First Point

In Euclidean geometry a point has no “length, area, volume, or any other dimensional attribute” (Wikipedia). However a point only has location but no space.  But I always think of a point as a hollow spherical period in the punctuation regular. A point occupies no space, but it is real because it is first innate in me and perfect and therefore we can only describe it in short terms. And what I mean is that you don’t need long proofs to believe that it could really be real because we constantly use the idea and sometimes make something of it by further empirical construction (or innate) in every endeavor.

The idea of a point in “space-time” is nothing but innate because I was born with it and it is perfect because it has no flaw in concept. Another example of an innate idea is the idea of perfection (nowhere in nature). Also, Euclid’s definition of a point seems to be universal as there is much agreement on the axiomatic definition as it is given in most geometry books. We have the idea of a point but can we really see it in the mind’s eye as it is defined by the general consensus among mathematicians around the globe. This is not the only school of thought (Rationalism).

[The other opposite school of thought to rationalism is the discipline where these thinkers attest to the fact that the ideas generated in us are derived solely by experience .]

According to anyone’s educated guess a point not only is dimensionless but it can’t even occupy time because time is material and I’m not talking about the man-made one. It doesn’t have time because the concept withholds in us indisputably forever so far. Can someone prove me wrong according to this previous notion. It is only occupied in our minds as much as we can concentrate on it in the imagination.

The idea does not get old because it is the same point from the point of inception and probably to the end. So from the time that you learned the correct definition of a point until to the time that you stop thinking the idea of a point never changes yet and it never deteriorates. The idea is the same even though it evolved in me after I read Geometry and worked with it.

Like Euclid, the idea of a point is the same in all of us like the Cartesian idea of perfection!  How can we have an idea of perfection when there is no empirical evidence?
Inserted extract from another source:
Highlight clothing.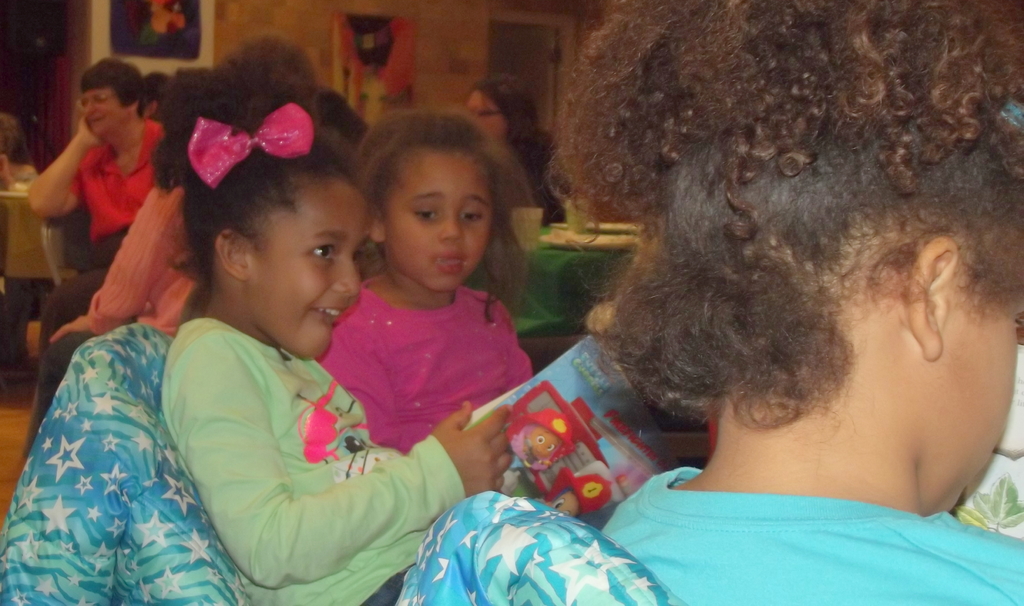
Highlighted region: <bbox>515, 133, 566, 221</bbox>.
I learned the concept of the self-evident, axiom, first truths when I was an adolescent. Like most of you this had to have been in high school and most definitely in the first two years of college here in the United States.  I tell you that the point is the fundamental concept in us from the time of birth and generations past and forward. In my opinion, I think the point is the beginning of everything from start to end and the beginning again – all throughout reality.
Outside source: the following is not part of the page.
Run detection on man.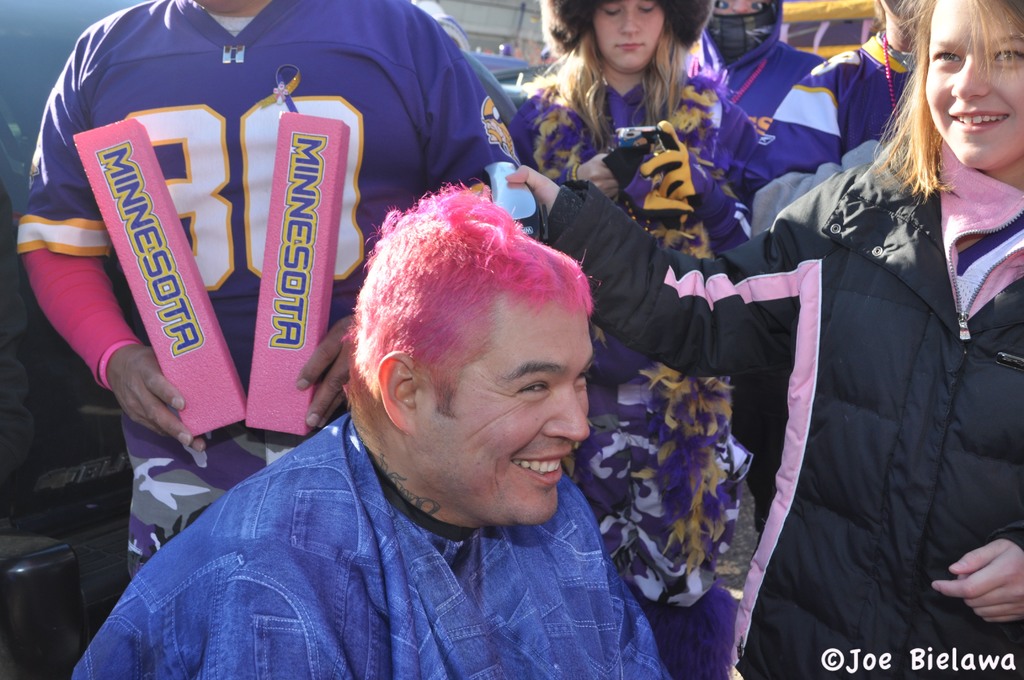
Result: box(72, 177, 673, 679).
Imagine if a point was to take on some physical characteristic?  A dot, if at all in the present, is a vacuum; and, once again it only has location and no dimension.  How big is that space? Infinitesimally small (Hawking, S.). I’m using the word “space” as I should not but I don’t know how else to describe it. The point is absolute nothingness without time but it does not get old but it could evolve in you but the underlying concept is the same.  If it did exist in time it would not get affected and would always stay anew.
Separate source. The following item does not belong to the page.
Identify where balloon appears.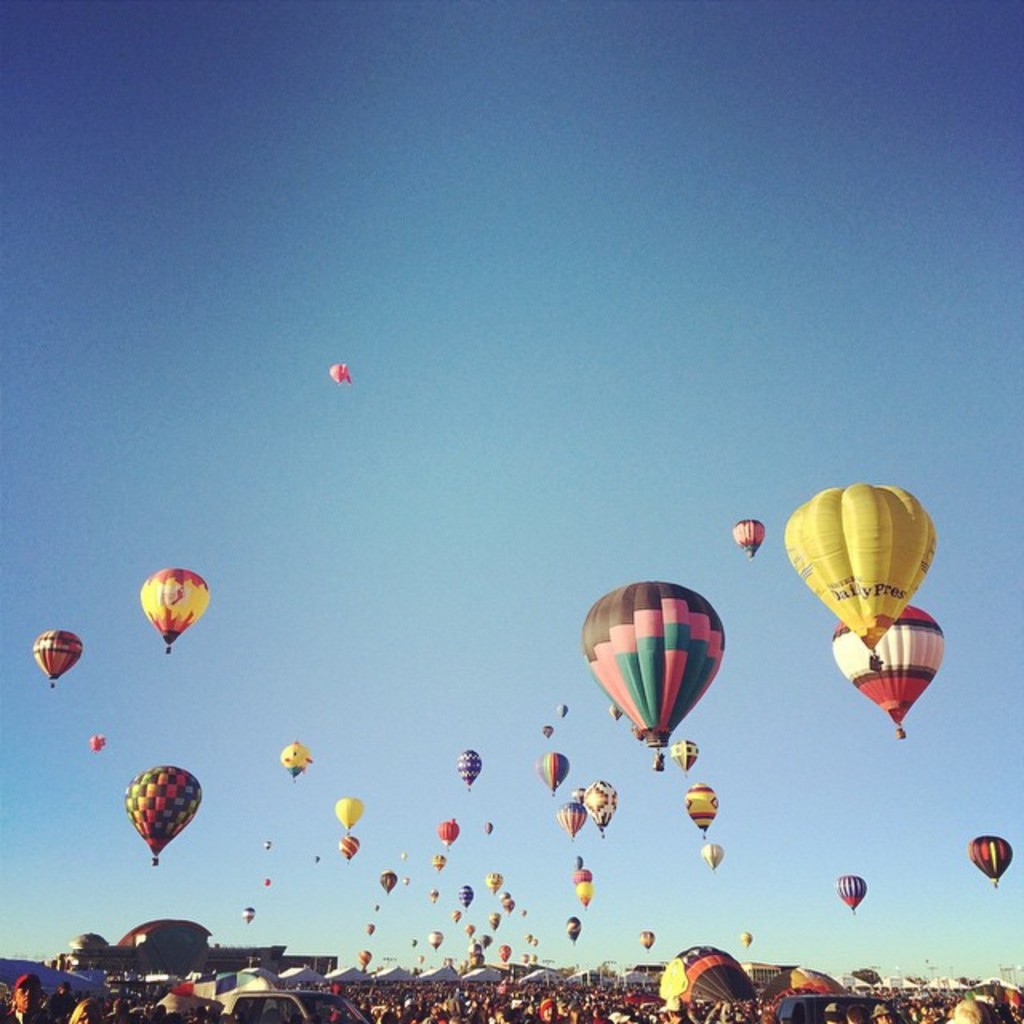
Appears at 486/909/502/933.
So the point grows and collapses infinitely and this is easier to imagine that rather than a point being incepted from nothing and growing bigger infinitely forever. I can’t imagine anything that big can you? If you can I would say that your intelligent is superior to mine. But if you really tested me I would tell you that I would make the leap of faith and say that was God. In our minds and maybe somewhere we don’t know the idea of a point is a form and could be classified as Platonic.

I have to agree with Plato that it does have some kind of form or you would not be able to act on it.  The idea is in me and then it obliterates into nothingness. I try to force myself to make it a cube but I have been trained and conditioned in the other (a dimensionless sphere). Plato would say that it must take a general shape in disregard to the world or you would not know what you are contemplating about.

This concept of a point in our minds cannot be found in nature because in our minds this definition is perfect and nothing in nature can demonstrate a perfect point.  The empirical here is inferior. There are many examples in the world but nothing comes close to the a priori. The a priori is perfect, immutable, and intangible. That’s the way I like it because it is ideas like these that makes me believe in something greater than myself; the world of the forms.

All in all, I think that I am a rationalist and the world starts with infinitesimally small dimensionless-nothing sphere and BANG!